European Union’s Carbon Tax and the Carbon Border Adjustment Mechanism Explained: Implications for Imports and Exporters

2023-10-05 10:56:05

Dalready four days of testing the European Union’s carbon tax through the Carbon Border Adjustment Mechanism (CBAM). Indeed, since Sunday October 1, 2023, the EU has started testing its carbon tax at the borders. That is to say that from this date until the end of December 2025, companies which import into the European Union “carbon-intensive goods” from the iron and steel, aluminum, cement, fertilizers and electricity, “virtually” pay a tax on the CO2 emitted during their manufacture abroad.

For the moment, there is no financial payment from European importing companies. Instead of payments which should be effective from January 2026, the latter are making declarations.

A declarative approach

More concretely, let’s take the case of an exporter of Chinese steel or Turkish cement to the EU. Both are now obliged to declare emissions linked to their production process. If they exceed the European standard, the company concerned will have to acquire an emission certificate at the price of CO2 in the European Union. If a carbon market exists in the country of production, but with a lower carbon price than in Europe, as is currently the case in China and in certain American states, the exporter will pay the difference.

The MACF “puts on an equal footing the fact of producing steel within the European Union” or outside, then importing it, explained the EU, which welcomes its “contagious” effect. , because it will “encourage its commercial partners”, including certain Moroccan companies, to strengthen their climate action.

In short, this tax might bring the European Union around “3 billion euros in 2030, and undoubtedly more following”, as it comes into force, the EU hopes. Indeed, in the long term, it should be extended to other products. In any case, its main objective is to maintain fair conditions of competition between European manufacturers of these products – already subject to the European carbon market – and others, in the face of the disappearance of free quotas in Europe.

Morocco directly concerned

Note that the carbon tax at borders is not unanimous among European industrialists and entrepreneurs. For good reason, some of them have difficulty accepting the too sudden disappearance of the rights to pollute which were until then freely distributed to them, they also fear the risk of a distortion of competitiveness for downstream sectors, and denounce the lack of export protection. Some even evoke a disaster scenario by declaring: “If we do not apply it intelligently, we will be in danger. It will transform into a tool of massive deindustrialization.”

Morocco, 65% of whose exports go to the European market, is directly challenged. To avoid losing its market share, the authorities are actively preparing to ensure that Morocco is one of the countries that will benefit from the MACF when it comes into effect in 2026. It is for this purpose that a major operation to generalize carbon footprints was launched by the Ministry of Industry and Trade, in partnership with the Ministry of Energy Transition and Sustainable Development, the Mohammed VI Foundation for the Environment, the Moroccan Agency for energy efficiency (AMEE) and the General Confederation of Moroccan Enterprises (CGEM).

The operation consists in particular of supporting industrial companies in general, and those exporting to the EU in particular, to carry out their carbon footprint. That is to say, to quantify the gas emissions (GHG) generated by their activities of production of goods or services (consumables, energy consumption, transport, waste, etc.).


# [Problem statement]
Copy the listing as it is written, and leave each picture out.

:: Data listing

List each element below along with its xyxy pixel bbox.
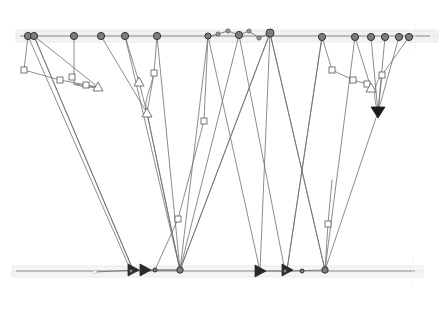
top-axis-node[interactable] xyxy=(97,32,104,39)
markers-layer xyxy=(21,67,385,277)
graph-edge xyxy=(371,37,378,112)
edges-layer xyxy=(24,33,409,272)
graph-long-edge xyxy=(180,35,239,270)
chain-node xyxy=(226,29,230,33)
square-marker xyxy=(175,216,181,222)
bottom-axis-node[interactable] xyxy=(177,267,183,273)
top-axis-node[interactable] xyxy=(30,32,37,39)
square-marker xyxy=(21,67,27,73)
bottom-axis-node[interactable] xyxy=(283,269,287,273)
graph-long-edge xyxy=(208,36,260,271)
graph-edge xyxy=(382,37,409,75)
curve-left xyxy=(146,73,154,113)
square-marker xyxy=(57,77,63,83)
square-marker xyxy=(350,77,356,83)
axes-layer xyxy=(12,24,438,284)
graph-edge xyxy=(28,36,131,271)
square-marker xyxy=(379,72,385,78)
graph-svg xyxy=(0,0,440,311)
graph-edge xyxy=(178,121,204,219)
top-axis-node[interactable] xyxy=(405,33,412,40)
graph-edge xyxy=(24,70,60,80)
bottom-axis-node[interactable] xyxy=(322,267,328,273)
top-axis-node[interactable] xyxy=(205,33,211,39)
graph-long-edge xyxy=(34,36,133,270)
graph-long-edge xyxy=(180,33,270,270)
triangle-marker xyxy=(142,108,152,117)
chain-node xyxy=(257,36,261,40)
top-axis-node[interactable] xyxy=(318,33,325,40)
top-axis-node[interactable] xyxy=(266,29,274,37)
graph-edge xyxy=(180,36,208,270)
graph-edge xyxy=(125,36,139,82)
chain-node xyxy=(216,32,220,36)
graph-edge xyxy=(204,36,208,121)
graph-edge xyxy=(239,35,285,271)
graph-edge xyxy=(60,80,86,85)
bottom-axis-node[interactable] xyxy=(153,268,157,272)
triangle-marker xyxy=(371,107,385,118)
bottom-axis-node[interactable] xyxy=(93,270,97,274)
bottom-axis-node[interactable] xyxy=(300,269,304,273)
square-marker xyxy=(151,70,157,76)
top-axis-node[interactable] xyxy=(351,33,358,40)
top-axis-node[interactable] xyxy=(367,33,374,40)
graph-edge xyxy=(34,36,98,87)
graph-edge xyxy=(157,36,180,270)
top-axis-node[interactable] xyxy=(381,33,388,40)
chain-node xyxy=(247,29,251,33)
graph-long-edge xyxy=(147,113,180,270)
square-marker xyxy=(325,221,331,227)
top-axis-node[interactable] xyxy=(235,31,242,38)
square-marker xyxy=(69,74,75,80)
bottom-axis-node[interactable] xyxy=(129,269,133,273)
top-axis-node[interactable] xyxy=(70,32,77,39)
square-marker xyxy=(83,82,89,88)
square-marker xyxy=(329,67,335,73)
square-marker xyxy=(201,118,207,124)
graph-edge xyxy=(355,37,371,88)
graph-edge xyxy=(325,112,378,270)
top-axis-node[interactable] xyxy=(153,32,160,39)
graph-edge xyxy=(378,75,382,112)
top-axis-node[interactable] xyxy=(121,32,128,39)
diagram-canvas xyxy=(0,0,440,311)
top-axis-node[interactable] xyxy=(395,33,402,40)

::::

# [Written solution]
List each element below along with its xyxy pixel bbox.
top-axis-node[interactable] xyxy=(97,32,104,39)
markers-layer xyxy=(21,67,385,277)
graph-edge xyxy=(371,37,378,112)
edges-layer xyxy=(24,33,409,272)
graph-long-edge xyxy=(180,35,239,270)
chain-node xyxy=(226,29,230,33)
square-marker xyxy=(175,216,181,222)
bottom-axis-node[interactable] xyxy=(177,267,183,273)
top-axis-node[interactable] xyxy=(30,32,37,39)
square-marker xyxy=(21,67,27,73)
bottom-axis-node[interactable] xyxy=(283,269,287,273)
graph-long-edge xyxy=(208,36,260,271)
graph-edge xyxy=(382,37,409,75)
curve-left xyxy=(146,73,154,113)
square-marker xyxy=(57,77,63,83)
square-marker xyxy=(350,77,356,83)
axes-layer xyxy=(12,24,438,284)
graph-edge xyxy=(28,36,131,271)
square-marker xyxy=(379,72,385,78)
graph-svg xyxy=(0,0,440,311)
graph-edge xyxy=(178,121,204,219)
top-axis-node[interactable] xyxy=(405,33,412,40)
graph-edge xyxy=(24,70,60,80)
bottom-axis-node[interactable] xyxy=(322,267,328,273)
top-axis-node[interactable] xyxy=(205,33,211,39)
graph-long-edge xyxy=(34,36,133,270)
graph-long-edge xyxy=(180,33,270,270)
triangle-marker xyxy=(142,108,152,117)
chain-node xyxy=(257,36,261,40)
top-axis-node[interactable] xyxy=(318,33,325,40)
top-axis-node[interactable] xyxy=(266,29,274,37)
graph-edge xyxy=(180,36,208,270)
graph-edge xyxy=(125,36,139,82)
chain-node xyxy=(216,32,220,36)
graph-edge xyxy=(204,36,208,121)
graph-edge xyxy=(239,35,285,271)
graph-edge xyxy=(60,80,86,85)
bottom-axis-node[interactable] xyxy=(153,268,157,272)
triangle-marker xyxy=(371,107,385,118)
bottom-axis-node[interactable] xyxy=(93,270,97,274)
bottom-axis-node[interactable] xyxy=(300,269,304,273)
square-marker xyxy=(151,70,157,76)
top-axis-node[interactable] xyxy=(351,33,358,40)
top-axis-node[interactable] xyxy=(367,33,374,40)
graph-edge xyxy=(34,36,98,87)
graph-edge xyxy=(157,36,180,270)
top-axis-node[interactable] xyxy=(381,33,388,40)
chain-node xyxy=(247,29,251,33)
graph-long-edge xyxy=(147,113,180,270)
square-marker xyxy=(325,221,331,227)
top-axis-node[interactable] xyxy=(235,31,242,38)
square-marker xyxy=(69,74,75,80)
bottom-axis-node[interactable] xyxy=(129,269,133,273)
top-axis-node[interactable] xyxy=(70,32,77,39)
square-marker xyxy=(83,82,89,88)
square-marker xyxy=(329,67,335,73)
square-marker xyxy=(201,118,207,124)
graph-edge xyxy=(355,37,371,88)
graph-edge xyxy=(325,112,378,270)
top-axis-node[interactable] xyxy=(153,32,160,39)
graph-edge xyxy=(378,75,382,112)
top-axis-node[interactable] xyxy=(121,32,128,39)
diagram-canvas xyxy=(0,0,440,311)
top-axis-node[interactable] xyxy=(395,33,402,40)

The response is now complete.